3 Best Sights in The Cayo District, Belize

Cayo Welcome Center

The largest tourism information center in the country, the BZ$4 million Cayo Welcome Center was established in San Ignacio due to the Cayo's archaeological sites and rain-forest jungle lodges getting an increasing number of visitors. Besides friendly staff who provide information about tours, lodging, restaurants, and sightseeing, the center has exhibits and photos of Mayan artifacts found in San Ignacio, along with contemporary art and cultural displays. Free Wi-Fi is available throughout. Food stalls and a burger restaurant are in or near the center complex, and there is easy access to the pedestrian-only section of Burns Avenue, with its tour guide offices, restaurants, bars, banks, shops, and budget hotels. The center also functions as a community center, with free movies and musical concerts by local bands some nights.

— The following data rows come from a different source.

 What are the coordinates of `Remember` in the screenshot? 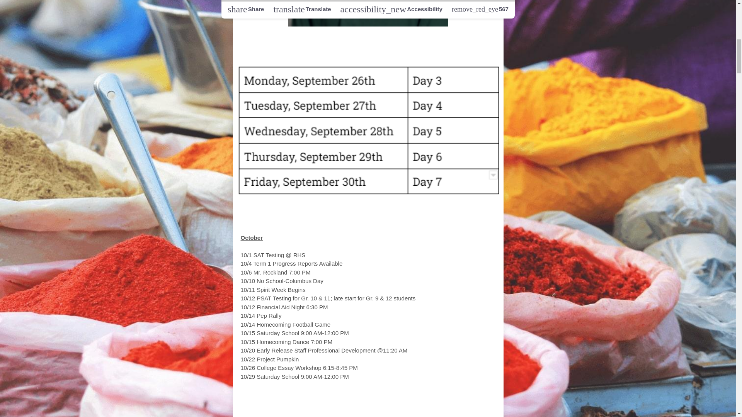 It's located at (390, 222).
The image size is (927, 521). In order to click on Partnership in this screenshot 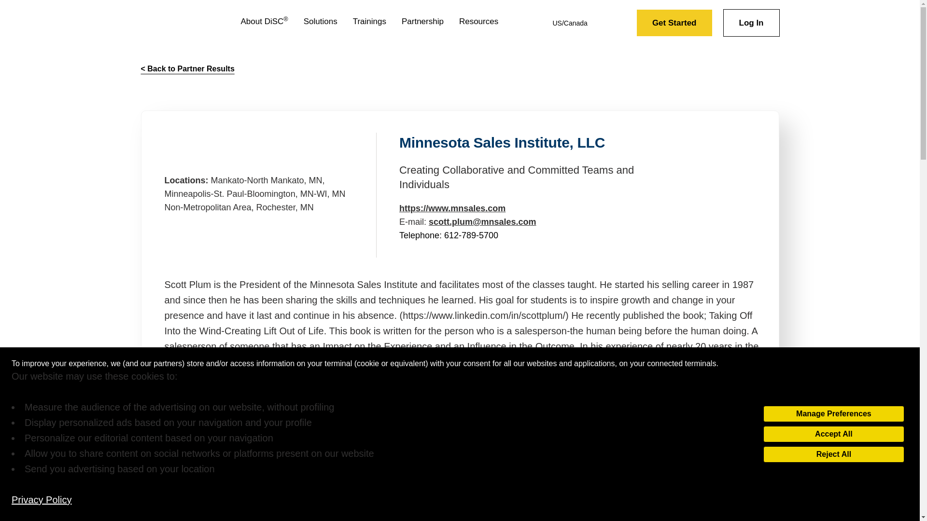, I will do `click(422, 23)`.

Mountain Pine Ridge Forest Reserve

This reserve is a highlight of any journey to Belize and an adventure to explore, although the scenery may remind you more of the piney woods of the far southern Appalachians than of tropical jungle. The Mountain Pine Ridge Forest Reserve is in the high country of Belize—low mountains and rolling hills are covered in part by vast pine forests and crisscrossed with old logging roads. Waterfalls and streams abound, and there are accessible caves, such as Rio Frio. The higher elevations, up to near 3,400 feet, provide cooler temperatures and outstanding views. The best way to see this area, which covers more than 106,000 acres, is on a mountain bike, a horse, or your own feet. It's also not a bad ride in an SUV, which you'll need to get you through the Pine Ridge to the Chiquibul wilderness and the magnificent ruins of Caracol. Aside from the Honduras pines, 80% of which were damaged in recent years by the southern pine beetle but are now recovering, you'll see lilac-color mimosa, Saint-John's-wort, and occasionally a garish red flower appropriately known as hotlips. Look for the craboo, a wild tree whose berries are used in a brandy-like liqueur believed to have aphrodisiac properties (the fruit ripens June through August). Birds love this fruit, so any craboo is a good place to spot orioles and woodpeckers. You may not see them, but the Pine Ridge is home to many of Belize's large mammals, including tapirs, cougars, jaguars, and ocelots, and in the streams are a few Morelet's crocodiles.

Spanish Lookout

The hilltop community of Spanish Lookout, population 3,000, about 5 miles (8 km) north of the George Price Highway, is one of the centers of Belize's 11,000-strong Mennonite community, of which nearly 3,000 are in Cayo District. The easiest access to Spanish Lookout is via the paved Route 30 at Mile 57.5 of the Price Highway. The village's blond-haired, fair-skinned residents may seem out of place in this tropical country, but they're responsible for much of the construction, manufacturing, and agriculture in Belize. They built many of Belize's resorts, and most of the chickens, eggs, cheese, and milk you'll consume during your stay come from their farms. Many of the small wooden houses that you see all over Belize are Mennonite prefabs built in Spanish Lookout. In Belize's conservative Mennonite communities, women dress in cotton frocks and head scarves, and the men don straw hats, suspenders, and dark trousers. Some still travel in horse-drawn buggies. However, most Mennonites around Spanish Lookout have embraced pickup trucks and modern farming equipment. The cafés and small shopping centers in Spanish Lookout offer a unique opportunity to mingle with these sometimes world-wary people, but they don't appreciate being gawked at or photographed any more than you do. Stores in Spanish Lookout are modern and well-stocked, the farms wouldn't look out of place in the U.S. Midwest, and many of the roads are paved (the Mennonites do their own road paving). Oil in commercial quantities was discovered in Spanish Lookout in 2005, and several wells are still pumping, although the amount of oil pumped has diminished in recent years.